Heating system using waste heat cuts carbon emissions
Five per cent of the UK’s consumption of tomatoes comes from one large-scale environmentally friendly greenhouse project completed last year.
Located in East Anglia, near Norwich, the greenhouse area consists of 16 hectares (40 acres) of growing space (two greenhouses of 7 and 9 hectares each) heated using waste heat from a nearby water works treatment plant. Whereas a typical greenhouse burns fossil fuels to produce heat, this system takes waste heat from the nearby water treatment works and uses this instead of burning fossil fuels to heat the vast greenhouse area, cutting carbon emissions for crop production by an estimated 75%.
Heat is extracted from the local water treatment works and transferred in a closed loop system to heat pumps located at the greenhouses. Electricity for the ground source heat pumps is provided by the grid and Combined Heat and Power units.

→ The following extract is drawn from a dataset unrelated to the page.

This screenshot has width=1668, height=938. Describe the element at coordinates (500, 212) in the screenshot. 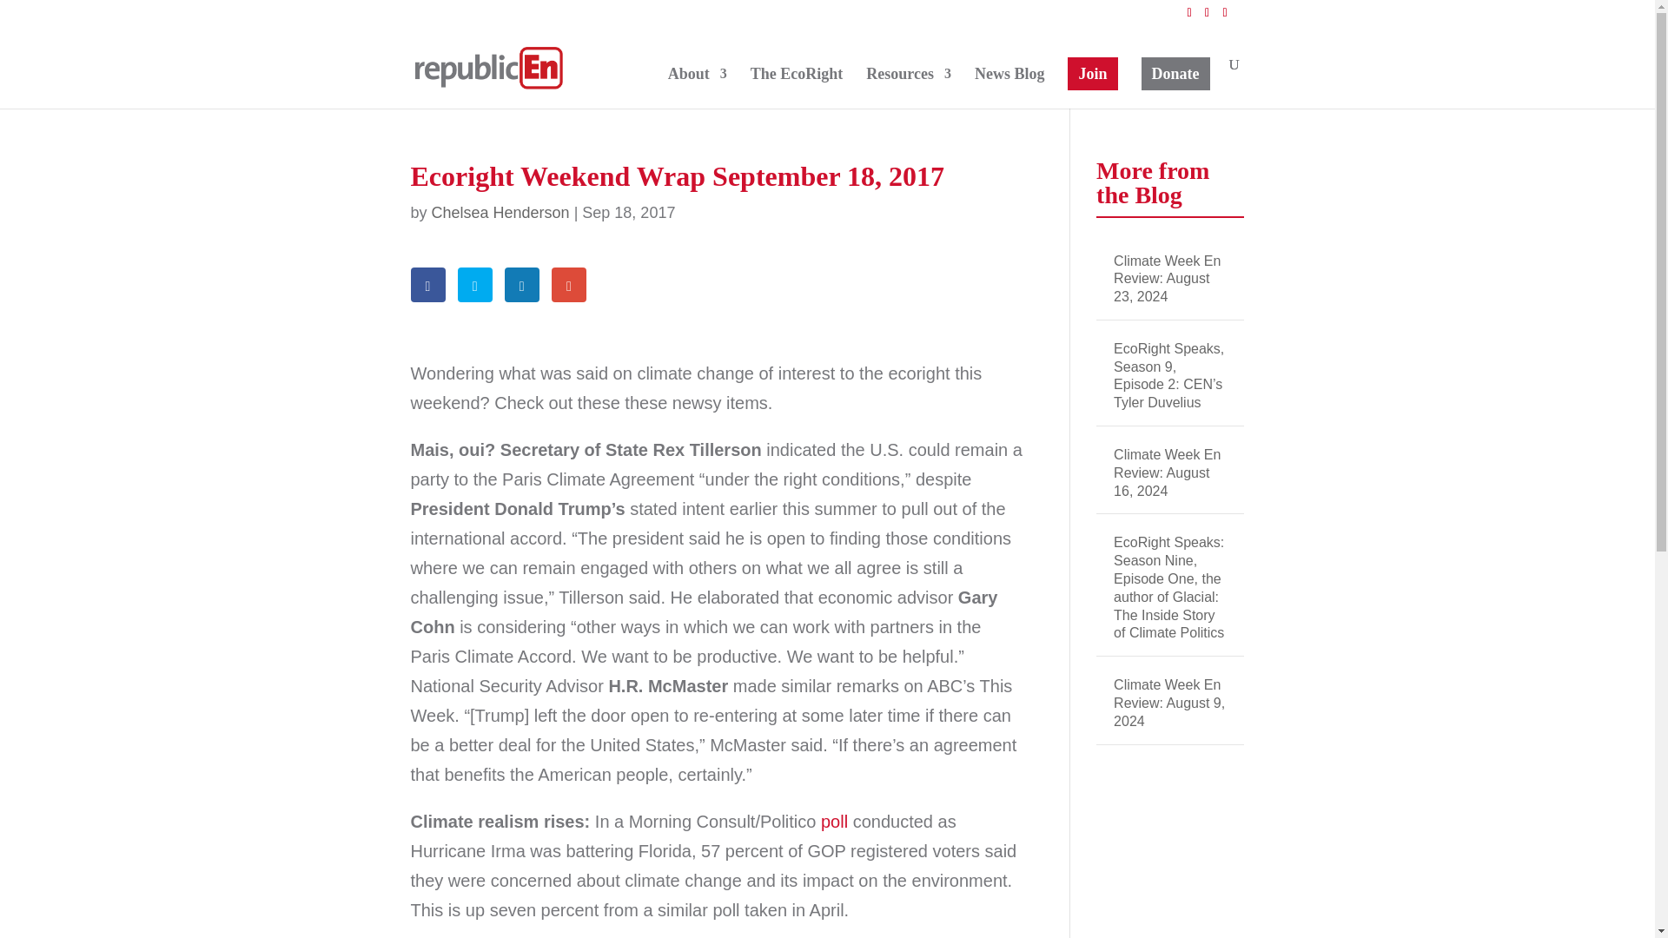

These ‘CHPs’ have the added benefits of providing waste heat which further supplements the greenhouse heating and provides supplementary carbon dioxide to enrich the atmosphere inside the greenhouses and increase yields.
The main greenhouse is planted with 378,000 tomato plants growing using a vertical hydroponics system and biocontrol methods (release of the predatory insect Macrolophus pygmaeus) to protect the crops. The adjoining greenhouse using the same technology is producing an estimated 14 million cucumbers and 22 million peppers.
Visit Low Carbon Farming for information on the project.